I arrived back in Bangui last Tuesday night after a fourteen-hour drive down the rutted dirt roads from Ndele. Thursday morning my cell phone's chirpy T-Mobile ring woke me: had I heard that Ndele was under siege? I immediately starting ringing up friends there to see if they were OK and find out more about what was happening. The Sisters sounded tired to the point of being unable to even talk – due, I surmised, not just to the attack itself but also to the fatigue of living twelve years in a place, hoping to see it progress, and being so often let down. The NGO workers were tensely waiting in their compounds and rightly jealous of their dwindling cell phone batteries. And Al-Habib, my fruit buyer/hustling-merchant/friend, was curious and headed out to see things up close.
The attack was over by the end of the day. The rebels – for it was members of the rebel group that controls the road north from Ndele who had attacked – left, carrying their 26 wounded and two prisoner gendarmes with them. Reinforcements from the Central African armed forces (FACA) arrived the following day. They abused a few people (and killed two wounded rebels) but avoided the large-scale exactions for which they have become notorious. Entry and exit to the town remains closely guarded, and the market stopped functioning for quite a few days as much of the population had fled into the bush.
Can I admit to a strange mix of feelings about hearing of all this from the safety of Bangui? My first reaction was relief that I had made it out before all this came to pass. My second approached guilt – I should be there experiencing it all, too, rather than ensconced in the comparative luxury of the capital, with its (occasional) hot water and cafes. After all, the danger was likely minimal for people who stayed in their homes, more or less out of harm's way. As an anthropologist, I'm supposed to live close to the population and and not erect a protective bubble between myself and the hardships they face. But studying an area home to violent conflict makes that more difficult because, quite frankly, when it comes down to it, I value my life more highly than my research. Unlike in the calculations of altruists like Zell Kravinsky, who argued that the risk of complications in his donation of a healthy kidney (which his wife opposed) was far outweighed by the benefit to the recipient, there would likely be little direct benefit to people in Ndele as a result of me “being there” alongside them as the bullets flew.
Tomorrow I head out again: to the far southeast, site of LRA attacks for the past couple of years, if all goes as planned (still awaiting final confirmation of our departure). We will go to Obo, the last town before the Sudanese border, where the president will alight on Thursday for the Journée Mondiale de l'Alimentation et de la Femme Rurale (World Food and Rural Women Day). Each year, the president picks some far-off, neglected corner of his realm to visit for World Food Day. The road is repaired for the occasion (the road to Ndele benefited from this treatment two years ago), and the president gives a speech reminding people of the state in which they live. I imagine that food is distributed as well. (Time and again here, people have illustrated avowals of the virtue of a leader through reference to the food he hands out. The World Food Programme, however, is generally seen as stingy – haven't quite figured that out yet.)
On the way, we will pass through Bangassou, Zemio, and Rafai, all formerly sites of sultanates who were employed by concessionary companies in the early 20th century. The majority of the population is Azande – I'm hoping I'll be able to thumb through my E.E. Evans-Pritchard as we bump along the roads.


What to produce:
Which lines below contain "pixels"? Pull them out.

Data shown:
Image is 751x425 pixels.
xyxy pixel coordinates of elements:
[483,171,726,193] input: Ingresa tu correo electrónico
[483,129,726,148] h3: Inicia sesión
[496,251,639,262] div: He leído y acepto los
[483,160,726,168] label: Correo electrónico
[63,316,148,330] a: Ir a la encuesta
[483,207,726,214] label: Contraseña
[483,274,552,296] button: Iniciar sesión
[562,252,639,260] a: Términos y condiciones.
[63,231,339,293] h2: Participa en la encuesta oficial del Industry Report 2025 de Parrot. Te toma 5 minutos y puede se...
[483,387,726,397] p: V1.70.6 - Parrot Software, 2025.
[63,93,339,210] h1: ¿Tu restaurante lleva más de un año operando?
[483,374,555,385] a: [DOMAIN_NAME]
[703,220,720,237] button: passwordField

--

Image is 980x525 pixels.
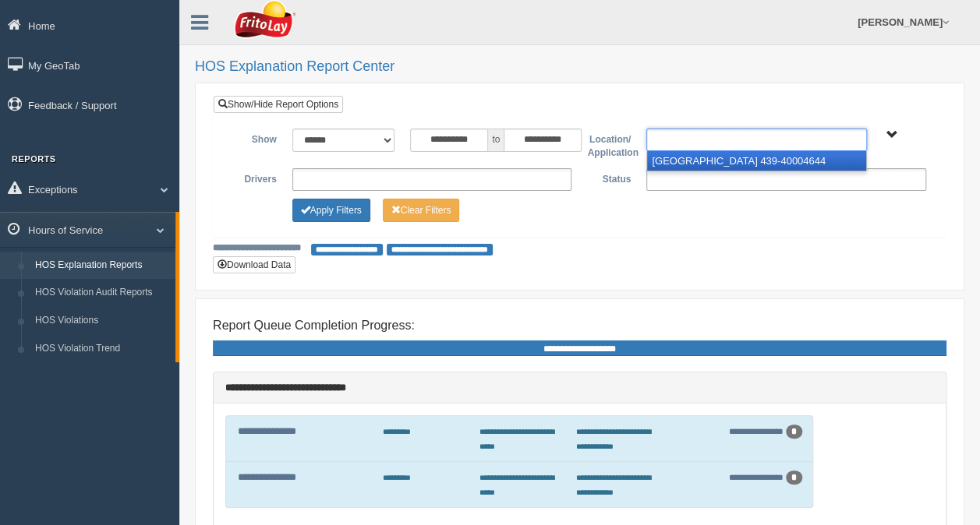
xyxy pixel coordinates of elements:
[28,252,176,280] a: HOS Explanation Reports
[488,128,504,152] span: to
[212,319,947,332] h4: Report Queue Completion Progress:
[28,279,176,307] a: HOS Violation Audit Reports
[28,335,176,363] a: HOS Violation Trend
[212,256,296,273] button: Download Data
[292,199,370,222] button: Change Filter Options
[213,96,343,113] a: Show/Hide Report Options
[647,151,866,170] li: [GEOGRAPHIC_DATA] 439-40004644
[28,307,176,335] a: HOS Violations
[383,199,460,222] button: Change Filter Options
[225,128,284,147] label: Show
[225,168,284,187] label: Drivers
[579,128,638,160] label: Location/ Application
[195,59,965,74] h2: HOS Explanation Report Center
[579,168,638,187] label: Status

--

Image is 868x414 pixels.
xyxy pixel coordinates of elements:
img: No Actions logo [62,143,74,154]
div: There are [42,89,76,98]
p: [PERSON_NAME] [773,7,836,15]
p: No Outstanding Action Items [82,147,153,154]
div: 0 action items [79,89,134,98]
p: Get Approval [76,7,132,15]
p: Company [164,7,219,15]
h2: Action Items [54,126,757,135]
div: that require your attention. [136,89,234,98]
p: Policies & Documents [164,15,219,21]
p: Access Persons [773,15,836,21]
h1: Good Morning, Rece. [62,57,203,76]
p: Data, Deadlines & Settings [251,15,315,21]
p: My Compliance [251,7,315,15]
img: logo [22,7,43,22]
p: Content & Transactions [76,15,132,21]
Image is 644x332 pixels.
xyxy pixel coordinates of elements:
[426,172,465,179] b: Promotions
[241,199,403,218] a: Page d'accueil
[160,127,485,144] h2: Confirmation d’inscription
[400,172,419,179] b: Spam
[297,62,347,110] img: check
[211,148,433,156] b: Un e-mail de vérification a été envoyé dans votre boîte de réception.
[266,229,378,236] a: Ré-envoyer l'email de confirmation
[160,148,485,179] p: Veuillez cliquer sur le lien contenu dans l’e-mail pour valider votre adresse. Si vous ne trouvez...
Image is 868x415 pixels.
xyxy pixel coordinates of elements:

Written response:
Image is 751x425 pixels.
Image is 980x525 pixels.
Image is 868x414 pixels.
Image is 644x332 pixels.
Image is 868x415 pixels.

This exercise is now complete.